David
Torrey Peters
Rubber
Bands
At
the beach today, someone had
replaced the sand with rubber bands, rubber bands as numerous as the
grains of
sand had been. They came in all sorts of colors and gleamed bright and
cheery
under the sun-infused blue sky. Down by the water, where the rubber
bands were
wet, they glinted in the June light and their hues shone extra deep.
The
kids got over their surprise faster than the adults.

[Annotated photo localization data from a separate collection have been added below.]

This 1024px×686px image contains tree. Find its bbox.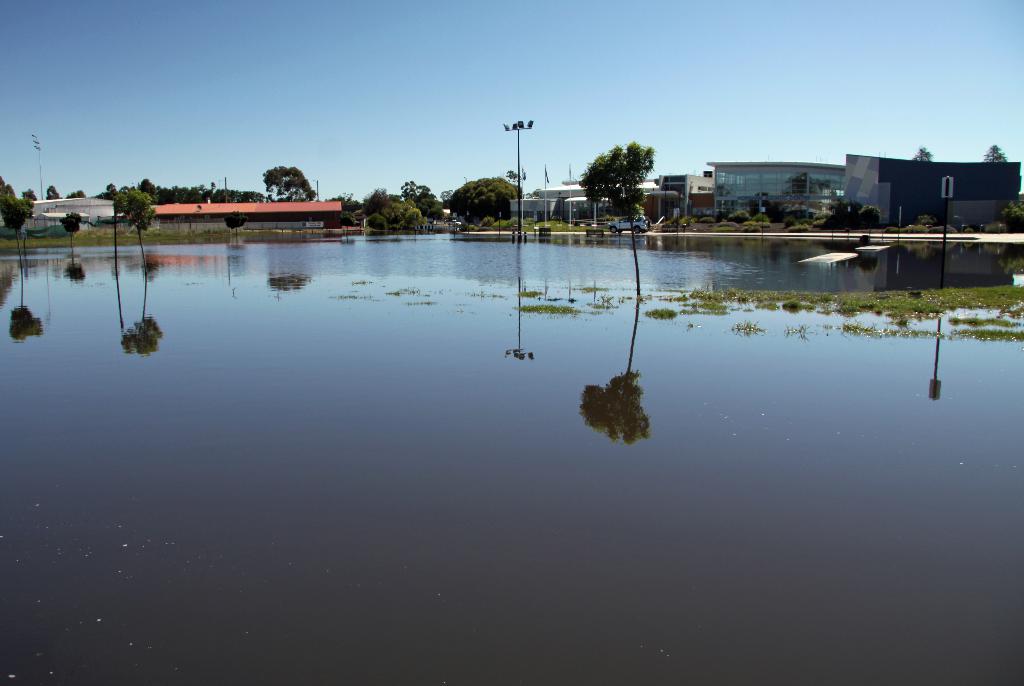
<bbox>111, 183, 157, 261</bbox>.
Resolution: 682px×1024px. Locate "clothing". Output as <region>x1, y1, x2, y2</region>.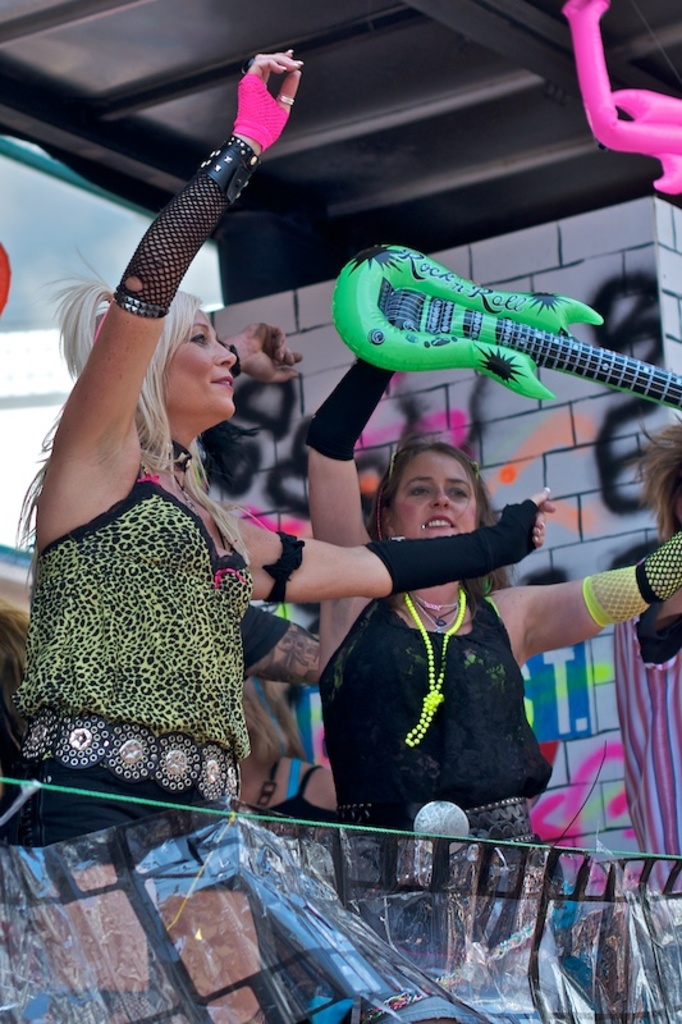
<region>0, 472, 253, 831</region>.
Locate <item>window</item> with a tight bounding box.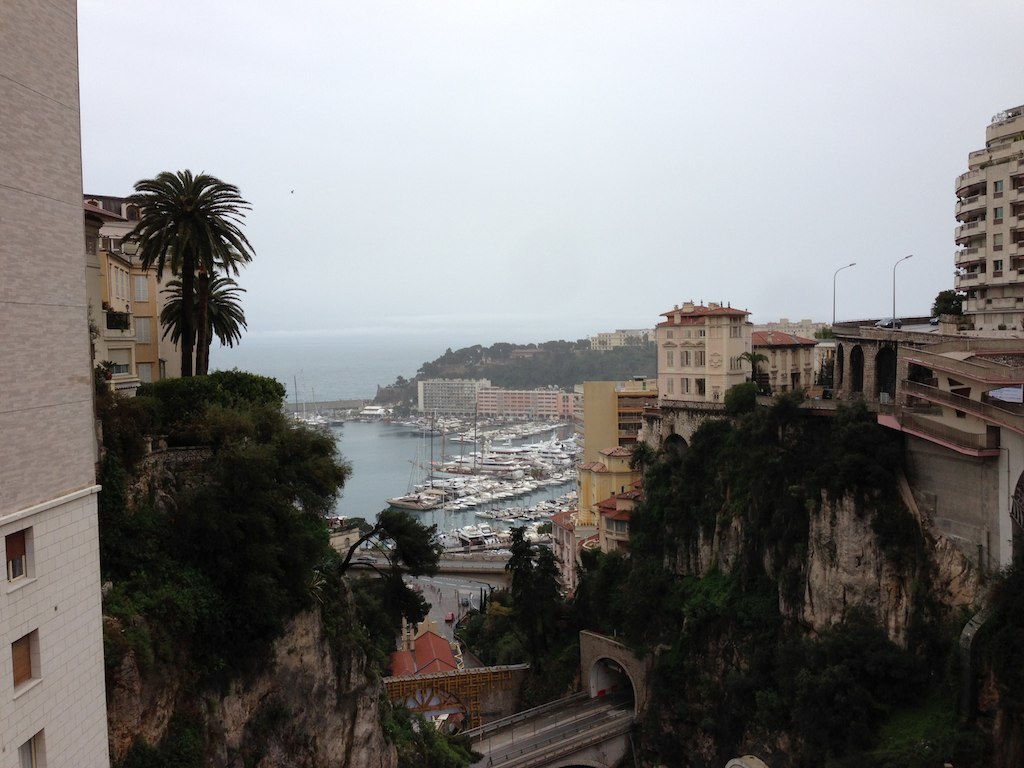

They ran screeching and laughing towards the water to jump and get
bounced into
the waves. Parents called to their kids in many different languages not
to
launch themselves out too far; but never having experienced such a
thing, none of
them could say how far was too far.
Other
kids, lugging buckets and shovels and intending to
make sand-castles, soon figured out how to make rubber band balls and
lash them
together with larger rubber bands to form funny globular castles. The
beach
grew dotted with little rubber band sculptures.
The
boys made rubber-band guns with their fingers and
spent their time snapping the bands at the bikini-clad rears of their
girls,
who feigned protest, but always looked delighted as the next threat
approached.
Down at the water, a foursome of grey-haired women who
spoke an Eastern European language let the waves pick them up and drop
them
down again on the bed of rubber-bands, the softness of which allowed
them to
frolic in ways that sand would not. From the way they laughed and
teased each
other, I caught a glimpse backwards in time, past their one-piece suits
and
tender knees, to the young beach-goers they once were.
And
me? I spent most of my time just walking by the
water’s edge, feeling the wet rubber bands squish like calamari between
my
toes. Then later, I spread my towel over
a little patch where the rubber-bands were mostly red and lay down on a
beach
that cradled my shoulders and legs and bounced my movements back at me
whenever
I shifted.
I wanted to take you there tonight, but mid-way through the afternoon, a group of city workers appeared and walked up and down the beach, dismay on their faces. Shortly afterward came the bulldozers, driven by proficient men in baseball caps. As the beach cleared, people tentatively left the rubber bands to go back to the familiar sand. By the evening, they say, the beach will look the same as all the others.